Tutorial: Android APK security scanning
Statically analyze a compiled Android app. You upload nothing to a
device — Pencheff fetches the .apk/.aab, decompiles it, and inspects
the bytecode, manifest, and resources, mapping findings to OWASP MASVS.
Scenario
- Artifact. A release build,
app-release.apk, hosted at a URL you control (an S3 link, CI artifact URL, or internal file server). - No source code. Pencheff works on the compiled APK.
- No device. Analysis is fully static — no emulator, no root.
- Goal. A findings register (secrets, crypto, manifest misconfig, cleartext) mapped to OWASP MASVS, ready for the dev team.
Inputs you need
| Item | Where it goes |
|---|---|
Artifact URL (.apk / .aab) | Artifact URL field |
| SHA-256 of the file | SHA-256 field — integrity gate |
| MobSF enrichment (optional) | Enrich with MobSF toggle (needs a MobSF server on the worker) |
Compute the digest locally before you register:
shasum -a 256 app-release.apk
# 3f1c… app-release.apk ← paste the 64-char hex into the SHA-256 fieldTime budget
| Phase | Wall time |
|---|---|
| Fetch + verify + decompile | 1–3 min |
| Static modules (manifest, secrets, crypto) | 1–3 min |
| Total | ~5 min |
Steps
1. Register the target
Open app.pencheff.com → Register
target → Mobile & Client Security → Android Application, then:
- Name —
Acme Android — release - Artifact URL —
https://builds.acme.com/app-release.apk - SHA-256 — the digest from above
The download is rejected unless the file’s SHA-256 matches what you entered. This pins the exact build and stops a moved/replaced URL from silently scanning the wrong artifact.
The artifact host is auto-allowlisted from the URL you register; the file is fetched into an isolated, no-execute working directory.
2. Run the scan
From the target page, click Commission scan (the standard
profile is fine — mobile static analysis is single-stage). Pencheff:
- Downloads the APK and verifies its SHA-256.
- Decompiles it with
apktool(resources + manifest) andjadx(Java). - Runs the manifest, secrets, and crypto modules.

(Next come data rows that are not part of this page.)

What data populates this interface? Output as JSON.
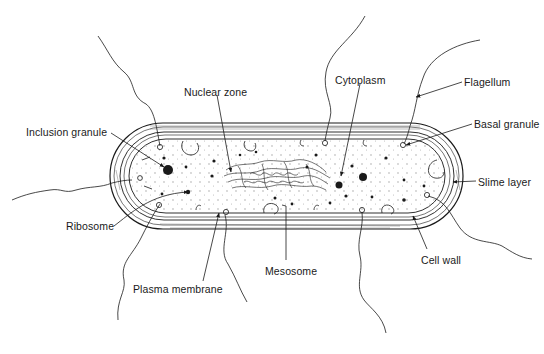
{
  "diagram": {
    "colors": {
      "ink": "#1a1a1a",
      "background": "#ffffff",
      "stipple": "#9a9a9a"
    },
    "labels": [
      {
        "id": "nuclear-zone",
        "text": "Nuclear zone",
        "x": 184,
        "y": 86
      },
      {
        "id": "cytoplasm",
        "text": "Cytoplasm",
        "x": 335,
        "y": 74
      },
      {
        "id": "flagellum",
        "text": "Flagellum",
        "x": 464,
        "y": 76
      },
      {
        "id": "basal-granule",
        "text": "Basal granule",
        "x": 474,
        "y": 118
      },
      {
        "id": "inclusion-granule",
        "text": "Inclusion granule",
        "x": 26,
        "y": 126
      },
      {
        "id": "slime-layer",
        "text": "Slime layer",
        "x": 478,
        "y": 176
      },
      {
        "id": "ribosome",
        "text": "Ribosome",
        "x": 66,
        "y": 220
      },
      {
        "id": "cell-wall",
        "text": "Cell wall",
        "x": 421,
        "y": 254
      },
      {
        "id": "mesosome",
        "text": "Mesosome",
        "x": 265,
        "y": 265
      },
      {
        "id": "plasma-membrane",
        "text": "Plasma membrane",
        "x": 133,
        "y": 283
      }
    ]
  }
}
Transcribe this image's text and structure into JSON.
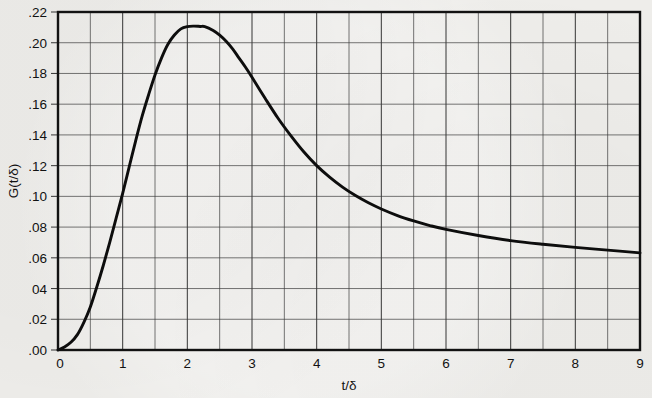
{
  "figure": {
    "background_color": "#eeedea",
    "ink_color": "#121212",
    "curve_color": "#0d0d0d",
    "grid_color": "#3b3b3b"
  },
  "axes": {
    "x_title": "t/δ",
    "y_title": "G(t/δ)",
    "x_tick_labels": [
      "0",
      "1",
      "2",
      "3",
      "4",
      "5",
      "6",
      "7",
      "8",
      "9"
    ],
    "y_tick_labels": [
      ".00",
      ".02",
      "04",
      ".06",
      ".08",
      ".10",
      ".12",
      ".14",
      ".16",
      ".18",
      ".20",
      ".22"
    ]
  },
  "chart_data": {
    "type": "line",
    "title": "",
    "subtitle": "",
    "xlabel": "t/δ",
    "ylabel": "G(t/δ)",
    "xlim": [
      0,
      9
    ],
    "ylim": [
      0.0,
      0.22
    ],
    "xticks": [
      0,
      1,
      2,
      3,
      4,
      5,
      6,
      7,
      8,
      9
    ],
    "yticks": [
      0.0,
      0.02,
      0.04,
      0.06,
      0.08,
      0.1,
      0.12,
      0.14,
      0.16,
      0.18,
      0.2,
      0.22
    ],
    "xtick_labels": [
      "0",
      "1",
      "2",
      "3",
      "4",
      "5",
      "6",
      "7",
      "8",
      "9"
    ],
    "ytick_labels": [
      ".00",
      ".02",
      "04",
      ".06",
      ".08",
      ".10",
      ".12",
      ".14",
      ".16",
      ".18",
      ".20",
      ".22"
    ],
    "grid": true,
    "grid_minor_x_step": 0.5,
    "grid_major_x_step": 1,
    "grid_y_step": 0.02,
    "legend": null,
    "legend_position": "none",
    "annotations": [],
    "peak": {
      "x": 2.27,
      "y": 0.2105
    },
    "series": [
      {
        "name": "G(t/δ)",
        "x": [
          0.0,
          0.1,
          0.2,
          0.3,
          0.4,
          0.5,
          0.6,
          0.7,
          0.8,
          0.9,
          1.0,
          1.1,
          1.2,
          1.3,
          1.4,
          1.5,
          1.6,
          1.7,
          1.8,
          1.9,
          2.0,
          2.1,
          2.2,
          2.27,
          2.4,
          2.5,
          2.6,
          2.7,
          2.8,
          2.9,
          3.0,
          3.2,
          3.4,
          3.6,
          3.8,
          4.0,
          4.2,
          4.4,
          4.6,
          4.8,
          5.0,
          5.25,
          5.5,
          5.75,
          6.0,
          6.5,
          7.0,
          7.5,
          8.0,
          8.5,
          9.0
        ],
        "y": [
          0.0,
          0.002,
          0.005,
          0.01,
          0.018,
          0.028,
          0.041,
          0.055,
          0.07,
          0.086,
          0.102,
          0.119,
          0.136,
          0.152,
          0.166,
          0.179,
          0.19,
          0.199,
          0.205,
          0.209,
          0.2105,
          0.2108,
          0.2106,
          0.2105,
          0.208,
          0.205,
          0.201,
          0.196,
          0.19,
          0.184,
          0.1775,
          0.164,
          0.151,
          0.1395,
          0.129,
          0.12,
          0.1125,
          0.106,
          0.1005,
          0.0958,
          0.0918,
          0.0875,
          0.084,
          0.081,
          0.0785,
          0.0745,
          0.0712,
          0.0688,
          0.0668,
          0.065,
          0.0632
        ]
      }
    ]
  },
  "geometry": {
    "plot_left": 58,
    "plot_right": 640,
    "plot_top": 12,
    "plot_bottom": 350
  }
}
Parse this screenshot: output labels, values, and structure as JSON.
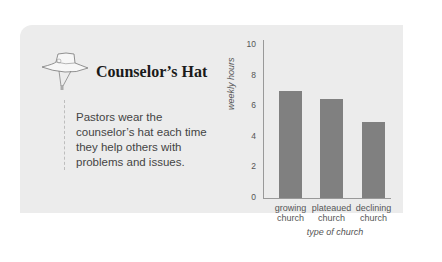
{
  "card": {
    "title": "Counselor’s Hat",
    "description": "Pastors wear the counselor’s hat each time they help others with problems and issues.",
    "icon": "bucket-hat-icon"
  },
  "chart_data": {
    "type": "bar",
    "categories": [
      "growing church",
      "plateaued church",
      "declining church"
    ],
    "category_lines": [
      [
        "growing",
        "church"
      ],
      [
        "plateaued",
        "church"
      ],
      [
        "declining",
        "church"
      ]
    ],
    "values": [
      7.0,
      6.5,
      5.0
    ],
    "title": "",
    "xlabel": "type of church",
    "ylabel": "weekly hours",
    "ylim": [
      0,
      10
    ],
    "yticks": [
      "0",
      "2",
      "4",
      "6",
      "8",
      "10"
    ],
    "grid": false,
    "bar_color": "#808080"
  }
}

The app is never installed or executed.
3. Read the findings
Findings land in the unified stream, tagged by category:
| Category | Examples |
|---|---|
mobile_misconfig | android:debuggable="true", allowBackup, exported components without permissions, cleartext-traffic config |
mobile_secrets | AWS/Google/Firebase keys, tokens, private keys hardcoded in the bytecode |
mobile_crypto | DES/RC4/ECB, MD5/SHA-1, hardcoded keys/IVs, java.util.Random for security |
mobile_communication | cleartext http:// endpoints |
Each finding carries a severity, CWE, CVSS, the manifest key or file it came from, and OWASP MASVS-aligned remediation.
4. (Optional) Enrich with MobSF
Re-register (or edit) with Enrich with MobSF enabled to add a MobSF
REST pass on top of the first-party sweep — requires a MobSF server and
MOBSF_API_KEY configured on the worker.
Deliverable
A findings register you can export (DOCX/JSON/CSV) and hand to the mobile dev team, with every issue mapped to OWASP MASVS and CWE.
What static analysis does and doesn’t cover
Static analysis fully covers secrets, weak crypto, cleartext, permissions, and debuggable/backup flags. The exploitability half of some checks (cert-pinning bypass, real on-disk data leakage, deeplink exploitation) needs runtime instrumentation on a device — out of scope for this static pass. See the Mobile Application Security feature page for the full check matrix.
Next
- Tutorial: iOS IPA scanning
- Tutorial: Browser extension scanning
- Mobile Application Security — the feature reference.